That said, we have been taking notice of several developments which give us reason to be cautious. Several of our core holdings from 2015 have reached “peak valuation” in our mind, meaning that investors should be very cautious of chasing winners in the technology and consumer industries. We have been selling down several positions recently which still look attractive to us fundamentally, but that have begun to violate our valuation thresholds. In addition to valuations being high we see the macro environment more broadly as troubling: earnings growth is very poor, credit impairments are on the rise, sentiment is weak, volatility has returned, and so on. It seems the negative impacts of lower commodity prices and repositioned foreign exchange rates are being felt globally, but the corresponding economic benefits that should theoretically materialize are wholly absent.
At the time of writing we remain of the mindset that this initial stumble into the New Year will be short lived, but Principle #4 above requires us to continually test this thesis. We see the equity markets as being extremely oversold in Canada and the US, and due for a solid bounce, but beyond that we are less certain. We have been using this incredibly fearful time in markets to put some capital back to work, but are also high-grading the portfolio – adding to only the highest quality, most undervalued and most liquid names. We believe these actions will be rewarded as the year unfolds.
As we look at our portfolio from a catalyst perspective we find reason to be excited about 2016. We believe acquisition activity will pick up in Canada with the lower exchange rate making domestic companies look very attractive to foreign buyers. Many of our holdings also have activist shareholders who we believe will attempt to create value in this environment or even sell to an American acquirer. Additionally, the earnings growth profile of our portfolio companies is vastly superior to the broad market’s, making our holdings that much more attractive in the face of weak economic growth.
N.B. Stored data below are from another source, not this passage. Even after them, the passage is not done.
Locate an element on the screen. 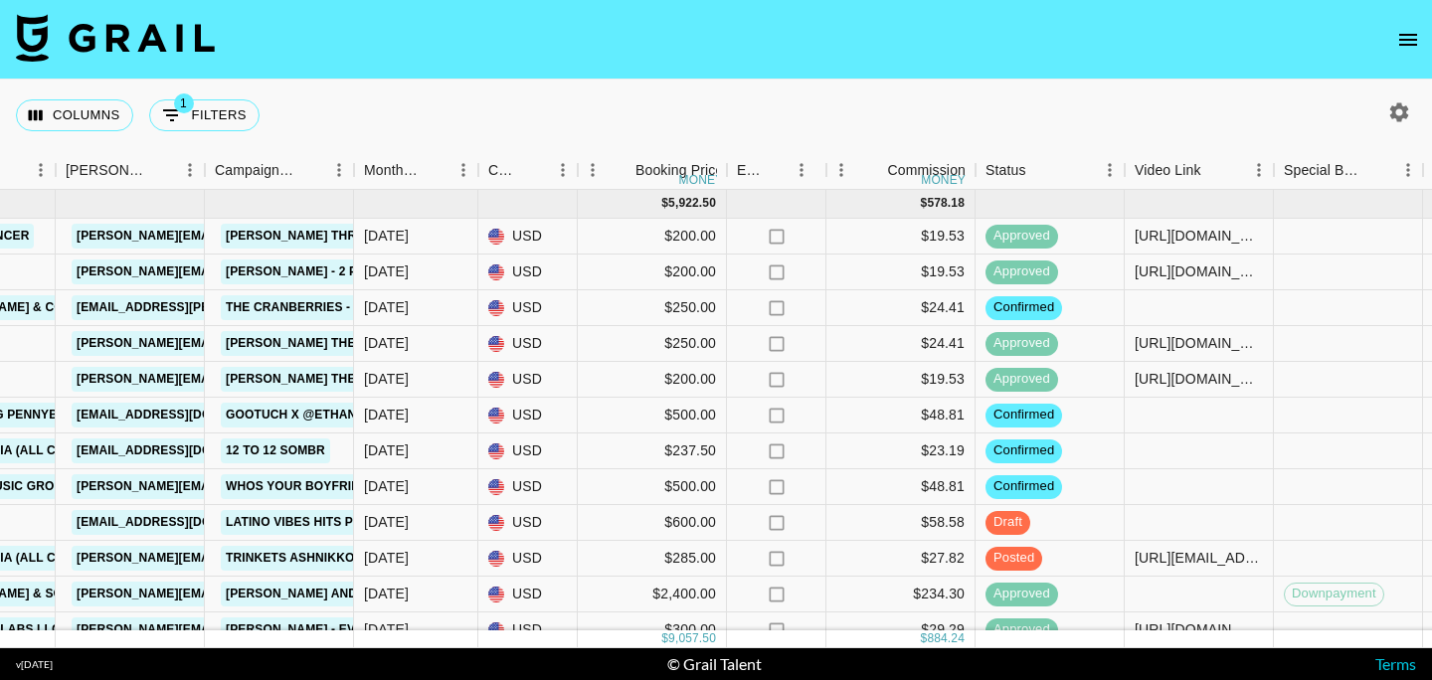  div: https://www.tiktok.com/@samgdrake/video/7533803164051574030?_t=ZN-8yWxHxG49Zu&_r=1 is located at coordinates (1198, 379).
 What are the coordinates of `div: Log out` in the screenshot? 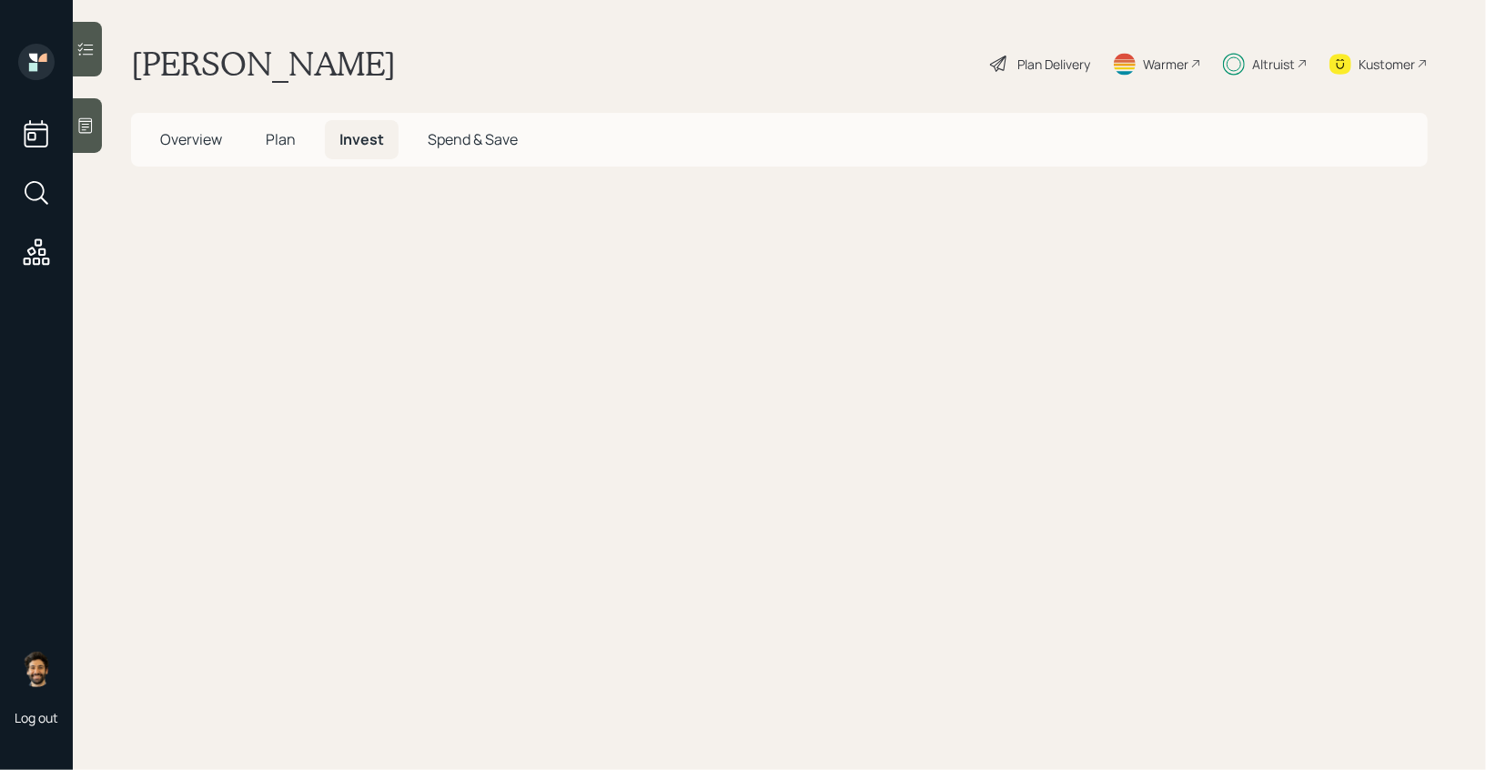 It's located at (36, 717).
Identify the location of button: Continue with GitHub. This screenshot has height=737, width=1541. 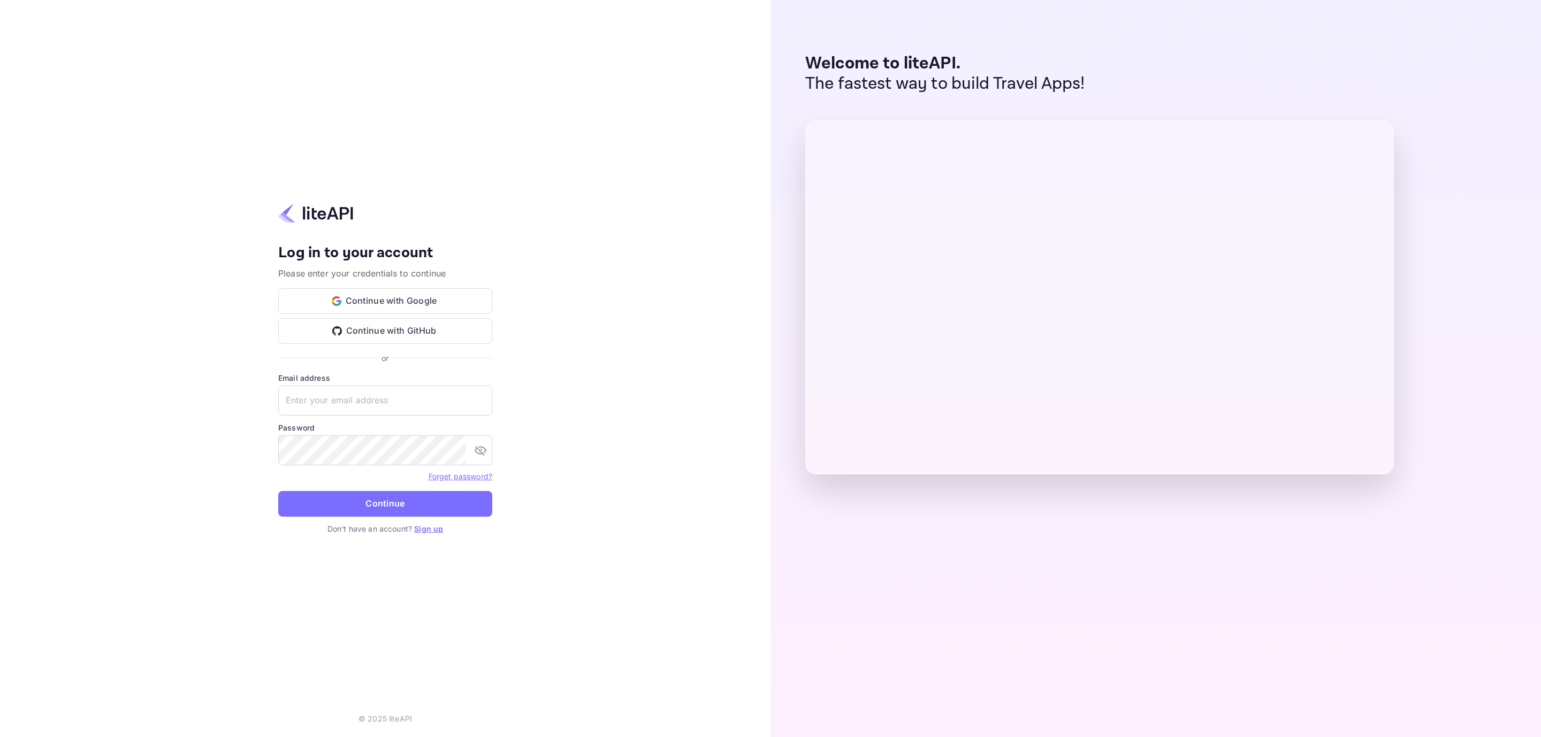
(385, 331).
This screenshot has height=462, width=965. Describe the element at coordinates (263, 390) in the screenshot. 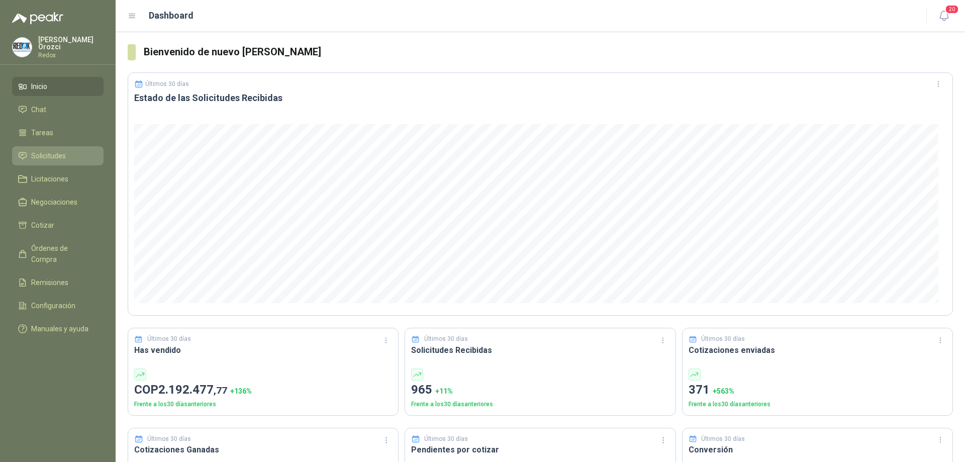

I see `p: COP` at that location.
Investors who are familiar with us know that we have substantially all of our investment capital invested in the ACE Fund and we believe the prospects for superior long term returns in this strategy are excellent. We are thankful to those friends and investors who have shown us support in our endeavours and we look to build on the ACE Fund’s early success. The Fund remains open to new capital and we are always happy to chat about the portfolio and our approach with any investors, old or new.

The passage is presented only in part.